Approaching the bench

Approaching the bench

There is no doubt that I’m writing a post today about something nice. But, because of the way my world works now, I can’t escape the fact that this nice thing is only happening because something awful – Colin’s death – had to happen first. So, I guess that’s my depressing way of saying here’s something good.

Most of my US cousins – and I have a ton; my Dad was the youngest of eight – got together in the last few months and chipped in money so that my cousin Barbara and her cousin Steve could have a stone bench in Colin’s honor installed in a cemetery on their property in Texas.

I realize as I’m typing this that sounds a bit creepy: Barbara and Steve do not live in a suburban subdevelopment with a cemetery where someone else might have a pool. They live on a decent chunk of land outside San Antonio that was handed down through her father’s side (we’re related on her mother’s side) from one of the first settlers in the region. And this property came with a family cemetery that is recognized by the state and is, if I’m not incorrect, always required to be accessible for people with relatives buried there (correct me if I’m wrong, Barbara).

So, a lot of her distant relatives are buried there. And, when my Dad died in 1999, it seemed like a good place to bury him. I think he specifically requested it, actually. My Mom is next to him too. And now there’s a bench in Colin’s memory, right next to the grandparents he never met. When the project is done, it will have, and I quote Barbara here: “deer proof landscaping, 4 cedar posts with a roof frame and metal roof, and adding a small place where children who visit the cemetery can play with LEGO blocks, Disney cars, and Curious George in memory of Colin.”

I must say, aside from the gesture, which is deeply touching, I do love the fact that the landscaping has to be deer proofed. His cemetery in Berlin has a gate to protect the sites from boars. In Texas, his bench needs protection from deer. The boy has a thing with wildlife in the hereafter.

I haven’t thanked Barbara yet (the email is coming, I swear, I’m just a mess with email these days), but it is nice to know there is a memory of him now in his other home country, even if he never once set foot there. We have already been toying with the idea of coming out to Texas some day. This makes it all the more likely.
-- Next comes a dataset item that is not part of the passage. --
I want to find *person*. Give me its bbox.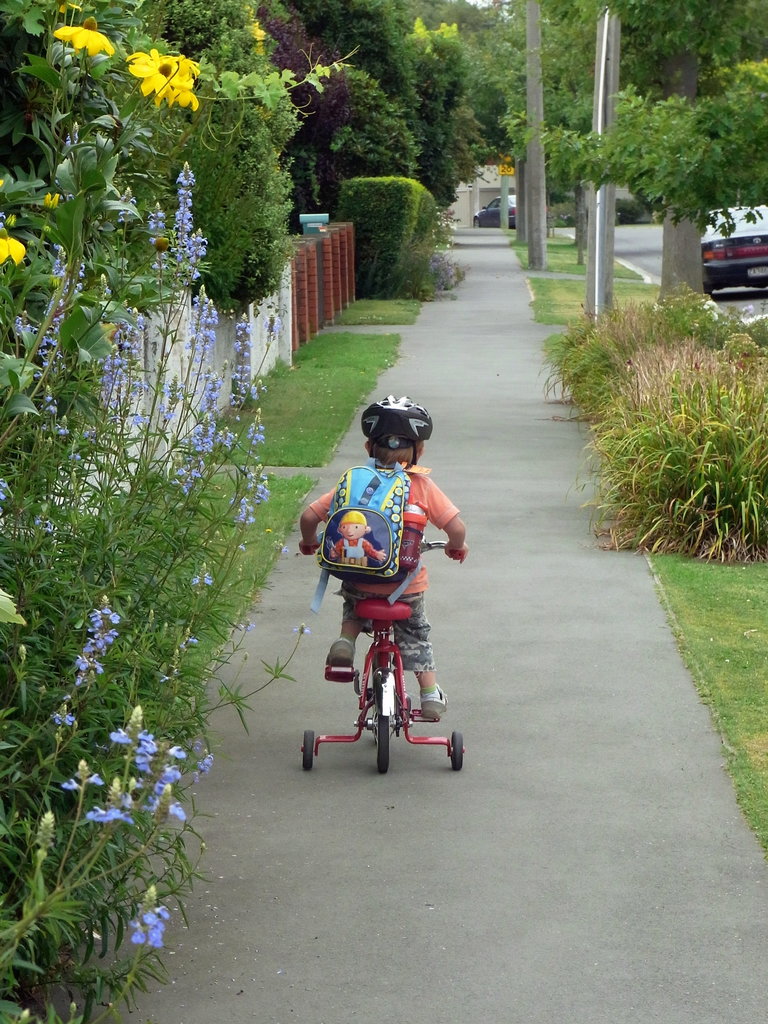
[x1=313, y1=403, x2=456, y2=737].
But beyond the gesture, it makes me happy on a level that still surprises me. Ever since it became clear he would die, I’ve been mad that he will be forgotten. Now it’s true, most of us will be forgotten. But you hope you’ll carry on in some small way. Maybe your great-great-great-grandchild will cook chili the way he or she does because you learned this from your Dad and you taught your children and maybe this one small thing will carry on. My children will remember me while they’re still alive. Maybe there’s even some young reporter out there whom I taught how to use a semicolon and they’ll keep doing that right for years after I’m gone. It shouldn’t matter, and yet it does.

And I worry that no one will remember Colin. And I know, of all the things I had to worry about, this is sort of an odd one. But it bugged me. And a bench in Texas isn’t going to change that, but it makes the situation a little less awful. And for that, I’m grateful.

If you’re ever in Texas, let me know and I’ll give you directions to the cemetery. I hope as many of us as possible get a chance to sit on the bench and enjoy it. Maybe, if Colin has his way, you’ll even get to chase a deer away from the landscaping.

Reader Comments

  1. I told you, and you know – it’s hard to comment your stories. But this one…
    I never met Colin. But he – from what I almost touched, with the shirts, over the terrible journey I could only watch through your stories and then to that other little touch, with those soap balloons – he is welded into my mind.
    As long as I live, the memory of him will, too. And I am sure not in only my memory.
    If it means anything.
    P.S. I still have the balloon thing.